Quotulatiousness

May 21, 2024

QotD: First Nations warfare in eastern North America

For this week’s book recommendation, I am going with a recent release, Wayne E. Lee, The Cutting-Off Way: Indigenous Warfare in Eastern North America, 1500-1800 (2023). This is one of those books I have been waiting to come out for quite some time, as I studied under the author at UNC Chapel Hill and so had heard parts of this argument laid out for years; it is a delight to see the whole thing altogether now in one place.

Fundamentally, Lee aims in the book to lay out a complete model for Native American warfare in eastern North America (so the East Coast, but also the Great Lakes region and the Appalachian Mountains), covering both the pre-European-contact system of warfare and also how that system changes as a result of contact. In presenting this model of a “cutting-off” way of war, Lee is explicitly looking to supplant the older scholarly model, called the “skulking way of war”, which he argues has been fatally overtaken by developments in history, archaeology and anthropology. As a description of a whole system of war, Lee discusses tactics, the movement of war parties, logistics and also the strategic aims of this kind of warfare. The book also details change within that model, with chapters covering the mechanisms by which European contact seems to have escalated the violence in an already violent system, the impact of European technologies and finally the way that European powers – particularly the English/British – created, maintained and used relationships with Native American nations (as compared, quite interestingly, to similar strategies of use and control in contemporary English/British occupied Ireland).

The overall model of the “cutting-off” way of war (named because it aimed to “cut off” individual enemy settlements, individuals or raiding parties by surprise or ambush; the phrase was used by contemporary English-language sources describing this form of warfare) is, I think, extremely useful. It is, among other things, one of the main mental models I had in mind when thinking about what I call the “First System” of war.1 Crucially it is not “unconventional” warfare: it has its own well-defined conventions which shape, promote or restrict the escalation of violence in the system. At its core, the “cutting-off” way is a system focused on using surprise, raids and ambushes to inflict damage on an enemy, often with the strategic goal of forcing that enemy group to move further away and thus vindicating a nation’s claim to disputed territory (generally hunting grounds) and their resources, though of course as with any warfare among humans, these basic descriptions become immensely more complicated in practice. Ambushes get spotted and become battles, while enmities that may have begun as territorial disputes (and continue to include those disputes) are also motivated by cycles of revenge strikes, internal politics, diplomatic decisions and so on.

The book itself is remarkably accessible and should pose few problems for the non-specialist reader. Lee establishes a helpful pattern of describing a given activity or interaction (say, raids or the logistics system to support them) by leading with a narrative of a single event (often woven from multiple sources), then following that with a description of the system that event exemplifies, which is turn buttressed with more historical examples. The advantage of those leading spots of narrative is that they serve to ground the more theoretical system in the concrete realia of the historical warfare itself, keeping the whole analysis firmly on the ground. At the same time, Lee has made a conscious decision to employ a fair bit of “modernizing” language: strategy, operations, tactics, logistics, ways, ends, means and so on, in order to de-exoticize Native American warfare. In this case, I think the approach is valuable in letting the reader see through differences in language and idiom to the hard calculations being made and perhaps most importantly to see the very human mix of rationalism and emotion motivating those calculations.

The book also comes with a number of maps, all of which are well-designed to be very readable on the page and a few diagrams. Some of these are just remarkably well chosen: an initial diagram of a pair of model Native American polities, with settlements occupying core zones with hunting-ground peripheries and a territorial dispute between them is in turn followed by maps of the distribution of actual Native American settlements, making the connection between the model and the actual pattern of settlement clear. Good use is also made of period-drawings and maps of fortified Native American settlements, in one case paired with the modern excavation plan. For a kind of warfare that is still more often the subject of popular myth-making than history, this book is extremely valuable and I hope it will find a wide readership.

Bret Devereaux, “Fireside Friday, September 29, 2023 (On Academic Hiring)”, A Collection of Unmitigated Pedantry, 2023-09-29.


    1. Itself an ultra-broad category with many exceptions and caveats.

No Comments

No comments yet.

RSS feed for comments on this post.

Sorry, the comment form is closed at this time.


Task description
Every line in the records below with the string "span" is to be copied out.

Data to process
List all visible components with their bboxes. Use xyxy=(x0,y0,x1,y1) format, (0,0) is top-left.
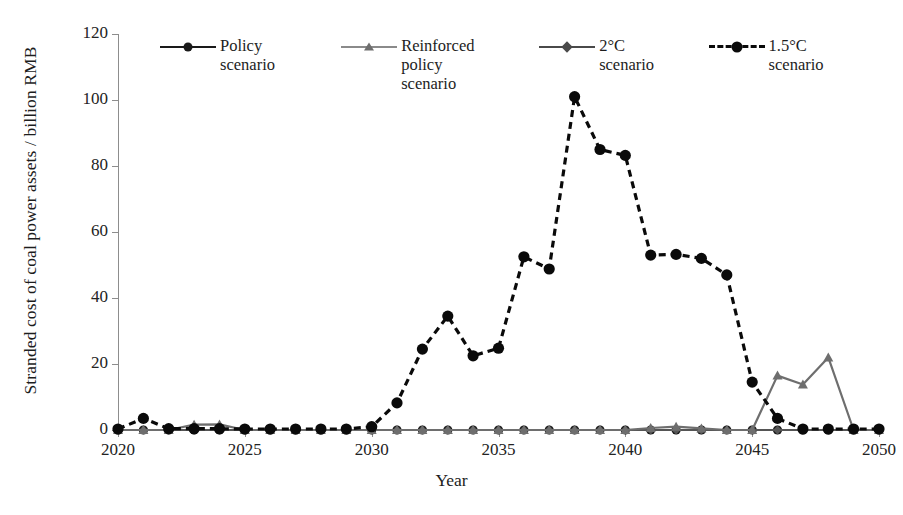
data-point-marker xyxy=(468,350,479,361)
data-point-marker xyxy=(848,423,859,434)
data-point-marker xyxy=(442,311,453,322)
series-reinforced-policy-scenario xyxy=(113,352,884,434)
data-point-marker xyxy=(265,423,276,434)
data-point-marker xyxy=(873,423,884,434)
data-point-marker xyxy=(189,423,200,434)
data-point-marker xyxy=(112,423,123,434)
data-point-marker xyxy=(823,352,833,361)
data-point-marker xyxy=(315,423,326,434)
data-point-marker xyxy=(341,423,352,434)
data-point-marker xyxy=(569,91,580,102)
data-point-marker xyxy=(620,150,631,161)
data-point-marker xyxy=(493,343,504,354)
data-point-marker xyxy=(773,371,783,380)
series-1-5-c-scenario xyxy=(112,91,884,435)
data-point-marker xyxy=(366,421,377,432)
data-point-marker xyxy=(417,344,428,355)
data-point-marker xyxy=(823,423,834,434)
data-point-marker xyxy=(544,263,555,274)
chart-plot-area xyxy=(0,0,903,515)
data-point-marker xyxy=(163,423,174,434)
data-point-marker xyxy=(290,423,301,434)
chart-figure: Stranded cost of coal power assets / bil… xyxy=(0,0,903,515)
data-point-marker xyxy=(721,269,732,280)
data-point-marker xyxy=(696,253,707,264)
data-point-marker xyxy=(391,397,402,408)
data-point-marker xyxy=(239,423,250,434)
data-point-marker xyxy=(518,251,529,262)
data-point-marker xyxy=(594,144,605,155)
data-point-marker xyxy=(138,413,149,424)
data-point-marker xyxy=(671,249,682,260)
data-point-marker xyxy=(214,423,225,434)
data-point-marker xyxy=(645,250,656,261)
data-point-marker xyxy=(772,413,783,424)
data-point-marker xyxy=(747,377,758,388)
data-point-marker xyxy=(797,423,808,434)
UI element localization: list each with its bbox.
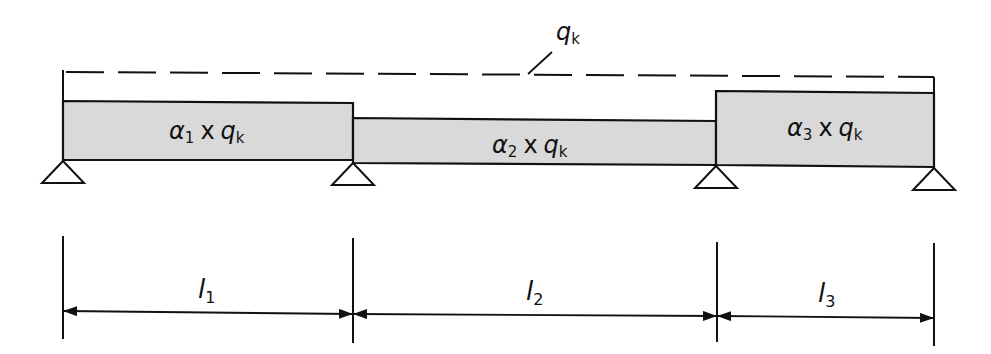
span-dimension-2: l2 <box>354 276 716 316</box>
beam-diagram: qk α1xqk α2xqk α3xqk <box>0 0 991 354</box>
leader-line <box>528 52 552 74</box>
load-block-1: α1xqk <box>63 101 353 160</box>
load-block-2: α2xqk <box>353 118 716 165</box>
load-label-2: α2xqk <box>492 131 568 161</box>
reference-load-label: qk <box>556 18 580 48</box>
support-4 <box>913 168 955 190</box>
span-dimension-1: l1 <box>64 274 352 314</box>
support-1 <box>42 161 84 183</box>
span-label-3: l3 <box>818 278 835 311</box>
load-label-3: α3xqk <box>787 114 863 144</box>
support-2 <box>332 163 374 185</box>
span-label-2: l2 <box>526 276 543 309</box>
span-label-1: l1 <box>198 274 215 307</box>
span-dimension-3: l3 <box>718 278 933 318</box>
support-3 <box>695 166 737 188</box>
reference-load-envelope: qk <box>63 18 934 101</box>
dimension-extension-lines <box>63 236 934 346</box>
load-block-3: α3xqk <box>716 91 934 167</box>
load-label-1: α1xqk <box>169 117 245 147</box>
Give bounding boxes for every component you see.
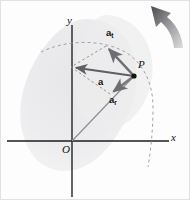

Result of the task
span-dimension-2: l2 <box>354 276 716 316</box>
span-dimension-1: l1 <box>64 274 352 314</box>
span-label-3: l3 <box>818 278 835 311</box>
span-label-2: l2 <box>526 276 543 309</box>
span-label-1: l1 <box>198 274 215 307</box>
span-dimension-3: l3 <box>718 278 933 318</box>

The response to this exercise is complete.